If the symptoms point at watering, light or roots rather than nutrition, the full madagascar palm care brief covers soil, humidity and the common problems for this species.

Flushing and leaching the salts

Flush the pot of madagascar palm with plain water until it runs freely from the base every couple of months in the feeding season — it washes out the fertiliser salts that cause brown tips.

Organic vs synthetic feeds for madagascar palm

Organic options

A diluted seaweed or worm-casting feed, or fish emulsion if you can tolerate the smell indoors. UK: Westland or Baby Bio Organic, dilute seaweed; US: Espoma Indoor! or Neptune's Harvest fish & seaweed. Slow, gentle and hard to overdo.

Synthetic / liquid feeds

A general-purpose houseplant liquid at half strength — UK: Baby Bio, Westland Houseplant Feed or Phostrogen; US: Miracle-Gro Indoor Plant Food or Schultz. Convenient and fast-acting; the only risk is overdoing it.

Brand names are examples, not endorsements, and UK and US ranges differ — check the label’s own NPK and dilution rate, since formulations change.

Fertilising madagascar palm — frequently asked questions

What fertiliser does madagascar palm need?

A balanced general houseplant feed (roughly even N-P-K) is exactly right — it is grown for foliage, so steady, moderate nitrogen for healthy leaves is the goal, not a bloom or root formula. Madagascar Palm is an easy, light foliage feeder — a half-strength balanced liquid feed through the growing months keeps it green without forcing weak, sappy growth.

How often should I feed madagascar palm?

Feed two or three times during the summer growing season with a balanced or low-nitrogen, high-potassium fertiliser at half the recommended dose. Do not feed in winter or when the plant is dormant and leafless. Feed two or three times during the summer growing season with a balanced or low-nitrogen, high-potassium fertiliser at half the recommended dose. Do not feed in winter or when the plant is dormant and leafless. Treat that as sparingly through the growing season between spring through early autumn (roughly March to September); ease off in autumn and stop entirely in the low light of winter.

What strength of feed for madagascar palm?

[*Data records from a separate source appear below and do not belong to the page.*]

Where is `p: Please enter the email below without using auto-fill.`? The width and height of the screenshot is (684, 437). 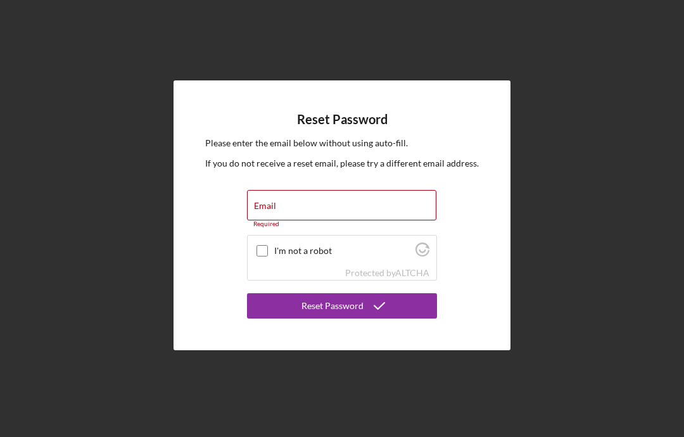 p: Please enter the email below without using auto-fill. is located at coordinates (342, 143).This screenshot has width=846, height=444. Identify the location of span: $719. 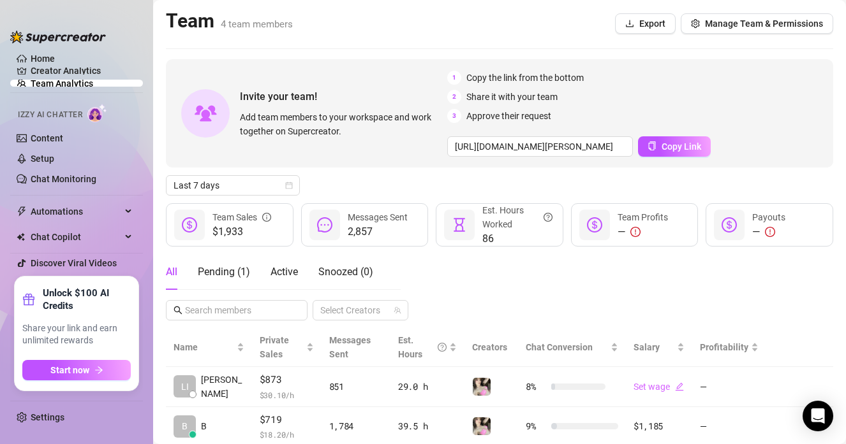
(286, 420).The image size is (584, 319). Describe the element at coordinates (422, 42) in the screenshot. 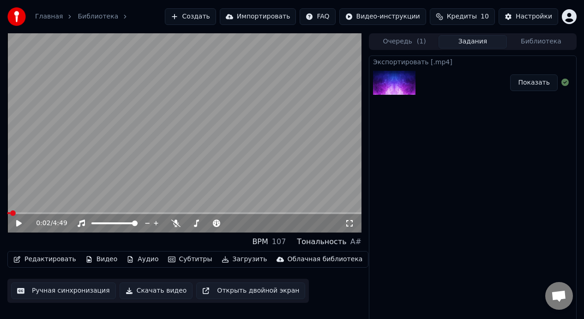

I see `span: ( 1 )` at that location.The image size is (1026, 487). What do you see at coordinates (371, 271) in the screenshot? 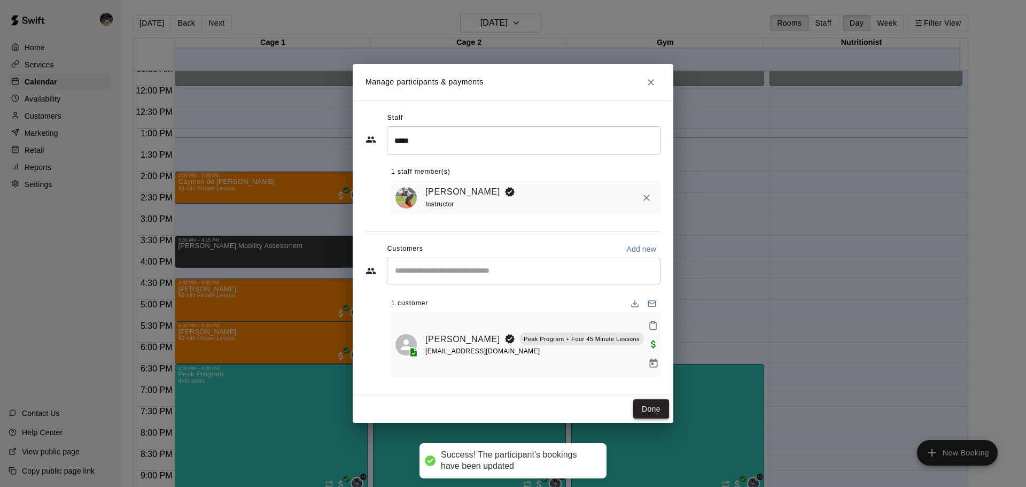
I see `svg: Customers` at bounding box center [371, 271].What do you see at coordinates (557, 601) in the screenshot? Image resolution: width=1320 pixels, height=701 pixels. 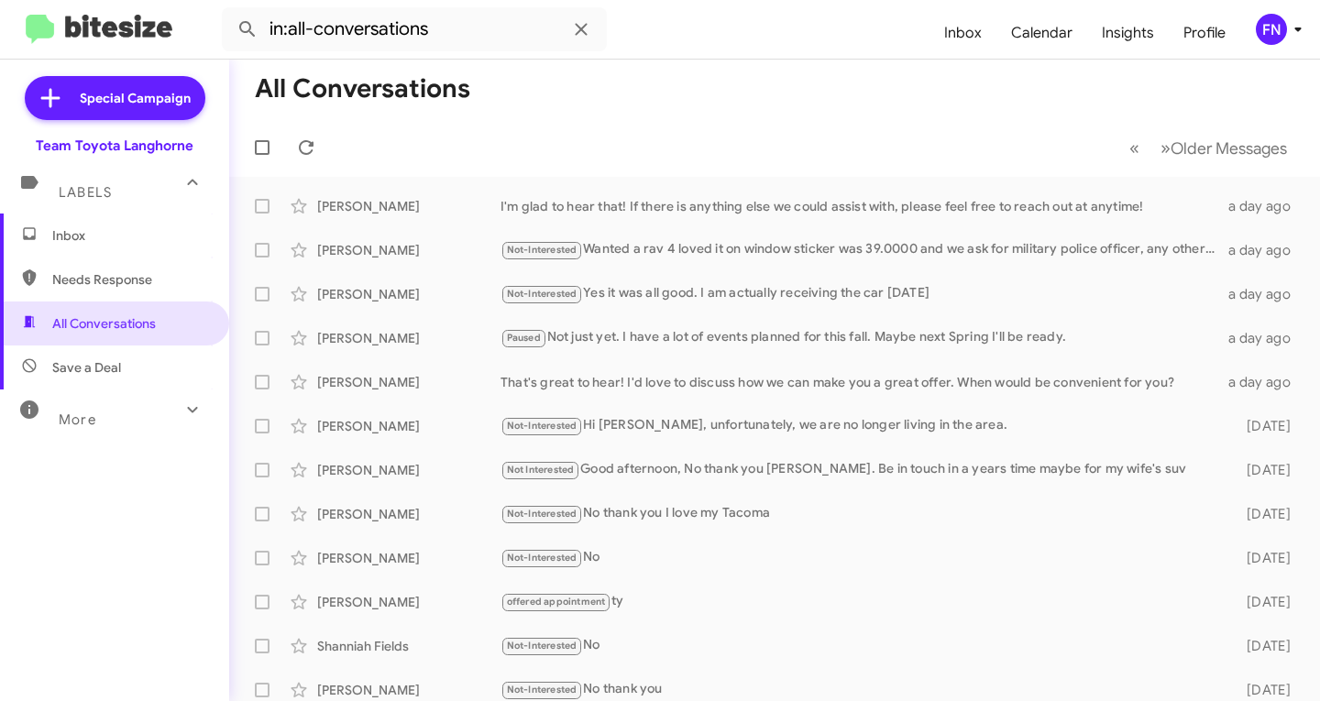 I see `span: offered appointment` at bounding box center [557, 601].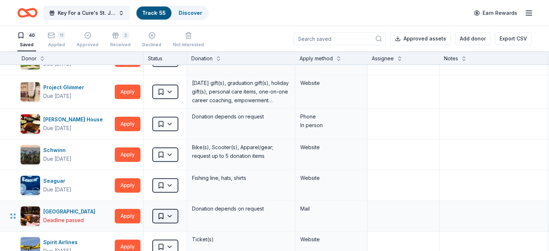 The width and height of the screenshot is (549, 251). What do you see at coordinates (451, 58) in the screenshot?
I see `div: Notes` at bounding box center [451, 58].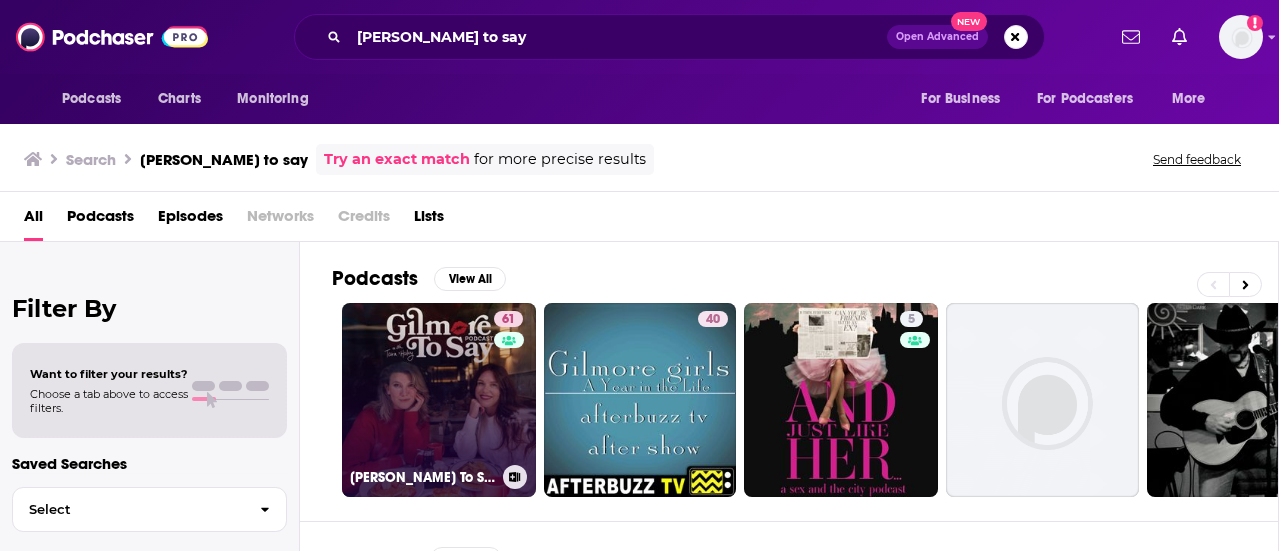 This screenshot has width=1279, height=551. What do you see at coordinates (280, 220) in the screenshot?
I see `span: Networks` at bounding box center [280, 220]. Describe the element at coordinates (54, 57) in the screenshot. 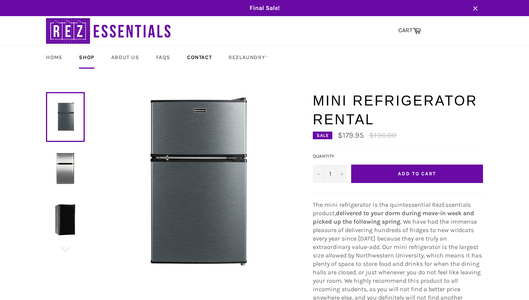

I see `a: Home` at that location.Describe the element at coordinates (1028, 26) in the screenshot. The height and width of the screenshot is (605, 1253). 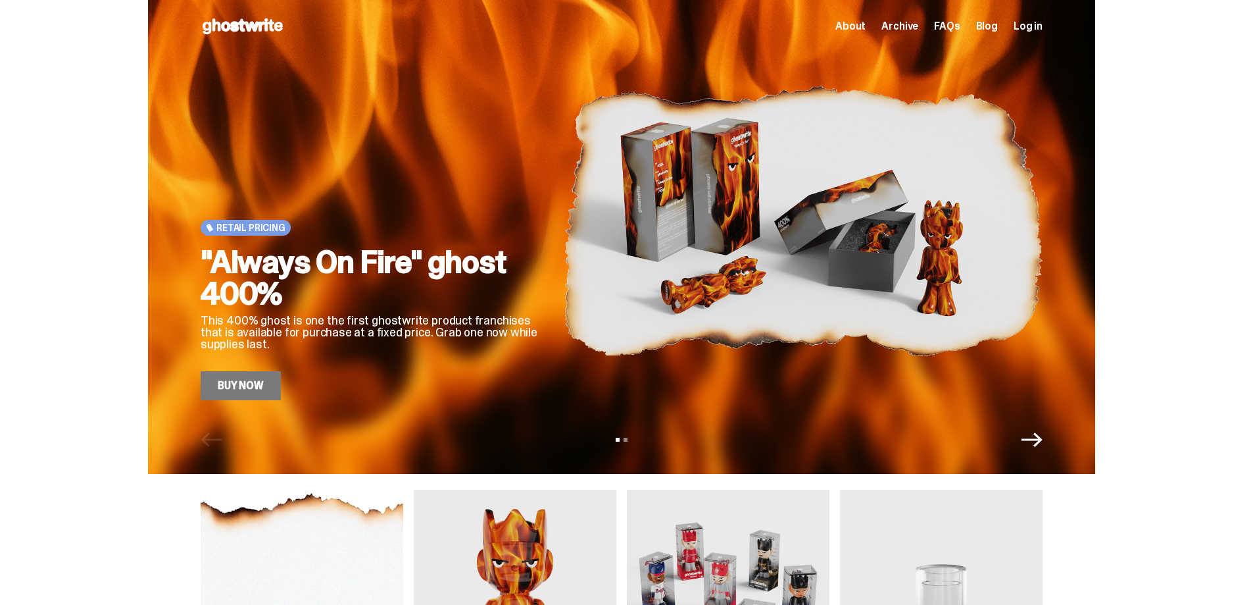
I see `a: Log in` at that location.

Half strength is the safe default for madagascar palm — houseplant feeds are formulated strong, and the diluted dose is gentler on the roots while still ample for foliage.

What does over-feeding madagascar palm look like?

Brown, crispy leaf tips and edges with no sign of underwatering. A white, crusty salt deposit on the soil surface or pot rim. Weak, pale, stretched new growth that flops. Lower leaves yellow and drop while the soil is correctly watered. Feeding madagascar palm year-round on a fixed schedule, including dark winter months, is the most common mistake — it cannot use the nutrients in low light and the surplus simply burns the roots and crusts the soil.

Should I flush the soil of madagascar palm?

Flush the pot of madagascar palm with plain water until it runs freely from the base every couple of months in the feeding season — it washes out the fertiliser salts that cause brown tips.